Memorial Service for Charles M. Vest

Thursday, March 6, 2014

As prepared for delivery

Good afternoon. Becky. Kemper. John. Thank you for allowing us to embrace your family within the great family of MIT.

When Chuck came to MIT as president, I was a faculty member in electrical engineering. Like everyone on the faculty, I came to know Chuck as an approachable leader, warm with a great sense of humor, a “boy from West Virginia” – so humble, modest and unassuming, that you did not notice his great intellect … at first.

As provost in the years after Chuck went to Washington, I knew him as a colleague – one who always maintained a respectful distance, who never intruded – a friend who, when I needed his perspective and advice, answered the phone on the first ring.

But as MIT’s president, I see Chuck now as a teacher. And I have become one of his most committed students.

After leaving MIT, Chuck published a book of his annual essays. And it is in those pages that you see the full force and depth of his intellect. He was profoundly thoughtful, articulate, passionate and clear -- an impressive and formidable thinker. His words, wisdom and vision stay with you. Yet what really takes your breath away, looking back over the distance of time, is the eloquence of his actions.

We will hear a great deal about his actions today, but let me cite just two examples: In 1999, women faculty in the School of Science presented evidence that they had experienced measurably unfair treatment in their MIT careers. Chuck immediately took steps to correct the harm and change the system. And because he had the courage to share these hard truths honestly with the public, he made sure that the world could benefit from our experience. In 2002, inspired by MIT faculty, Chuck took the world by surprise by launching MIT OpenCourseWare, committing MIT to put virtually all of its course materials online, free, for the use of anyone in the world.

These were bold decisions -- non-obvious, non-trivial, historic. Decisions that –  without marketing or fanfare –  enabled quiet revolutions, here on our campus, across the country and around the world.

Chuck’s candor about MIT’s treatment of women faculty prompted dozens of institutions to reform their own practices, and to change the reality for women in science and engineering. Chuck’s vision in seeing the potential of OpenCourseWare unleashed a global “open sharing” movement. His actions enabled and inspired us, a decade later, to launch edX and MITx. And he made it possible for us to say to the world, with credibility, that our actions will help revolutionize higher education here and around the world.

To learn from Chuck’s example, we must ask, “Where did he find the courage?” In his last Report of the President, Chuck explained it this way:

“Boldness does not come naturally to me. Indeed, I have observed that … academics save their boldness or radicalism for their intellectual endeavors, rather than for their day-to-day lives and behavior, or for the organizations they inhabit....

“But there are instants when both institutions and individuals must decide whether or not to strike out in new directions, or to seize a moment. The conclusions they come to…make all the difference. Boldness…[then], seems not at all…mysterious....Rather it is the simple application of core values at a critical moment in time.”

Chuck came to MIT as an outsider. But he believed passionately in our mission, and he shared our deepest values: Excellence. Integrity. Meritocracy. Fairness. Openness. Humility, respect and kindness. An instinct to always take the high road – and a commitment to making the world a better place.

At MIT, our mission and values demand a great deal from us. Living up to them requires an abundance of ambition.

Because the seeds and the foundation of Chuck’s decisions can be found in the rich soil of MIT values – and because they were bold – they have grown to inspire generations, probably beyond anything he could have anticipated.

And I am very grateful that he lived to see his bold dreams come true.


> YOUR OBJECTIVE: Reproduce all of the entries below exactly, without images.

Entries from a visual dataset

Segment Open

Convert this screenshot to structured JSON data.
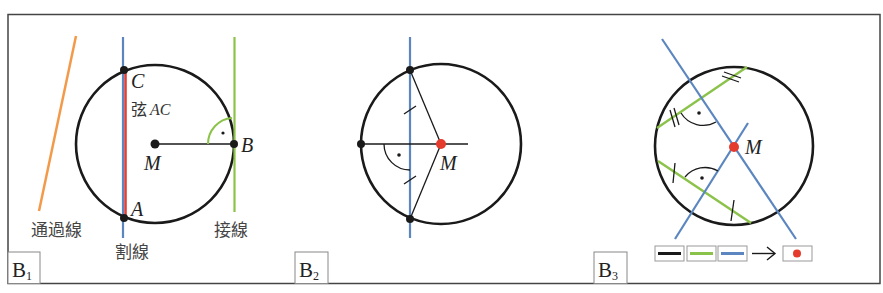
{
  "colors": {
    "circle": "#1a1a1a",
    "secant": "#5b86c0",
    "chord": "#e0403a",
    "tangent": "#8bc34a",
    "passing": "#f39a4a",
    "center_point": "#e53b2c",
    "frame": "#444444"
  },
  "panels": [
    {
      "id": "B1",
      "label_main": "B",
      "label_sub": "1",
      "labels": {
        "passing_line": "通過線",
        "secant": "割線",
        "tangent": "接線",
        "chord_prefix": "弦",
        "chord_name": "AC",
        "point_c": "C",
        "point_a": "A",
        "point_b": "B",
        "center": "M"
      }
    },
    {
      "id": "B2",
      "label_main": "B",
      "label_sub": "2",
      "labels": {
        "center": "M"
      }
    },
    {
      "id": "B3",
      "label_main": "B",
      "label_sub": "3",
      "labels": {
        "center": "M"
      },
      "legend": {
        "items": [
          "black-segment",
          "green-segment",
          "blue-segment"
        ],
        "arrow": "→",
        "result": "red-point"
      }
    }
  ]
}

Segment Closed

> ANSWER BOX:
Convert this screenshot to structured JSON data.
{
  "colors": {
    "circle": "#1a1a1a",
    "secant": "#5b86c0",
    "chord": "#e0403a",
    "tangent": "#8bc34a",
    "passing": "#f39a4a",
    "center_point": "#e53b2c",
    "frame": "#444444"
  },
  "panels": [
    {
      "id": "B1",
      "label_main": "B",
      "label_sub": "1",
      "labels": {
        "passing_line": "通過線",
        "secant": "割線",
        "tangent": "接線",
        "chord_prefix": "弦",
        "chord_name": "AC",
        "point_c": "C",
        "point_a": "A",
        "point_b": "B",
        "center": "M"
      }
    },
    {
      "id": "B2",
      "label_main": "B",
      "label_sub": "2",
      "labels": {
        "center": "M"
      }
    },
    {
      "id": "B3",
      "label_main": "B",
      "label_sub": "3",
      "labels": {
        "center": "M"
      },
      "legend": {
        "items": [
          "black-segment",
          "green-segment",
          "blue-segment"
        ],
        "arrow": "→",
        "result": "red-point"
      }
    }
  ]
}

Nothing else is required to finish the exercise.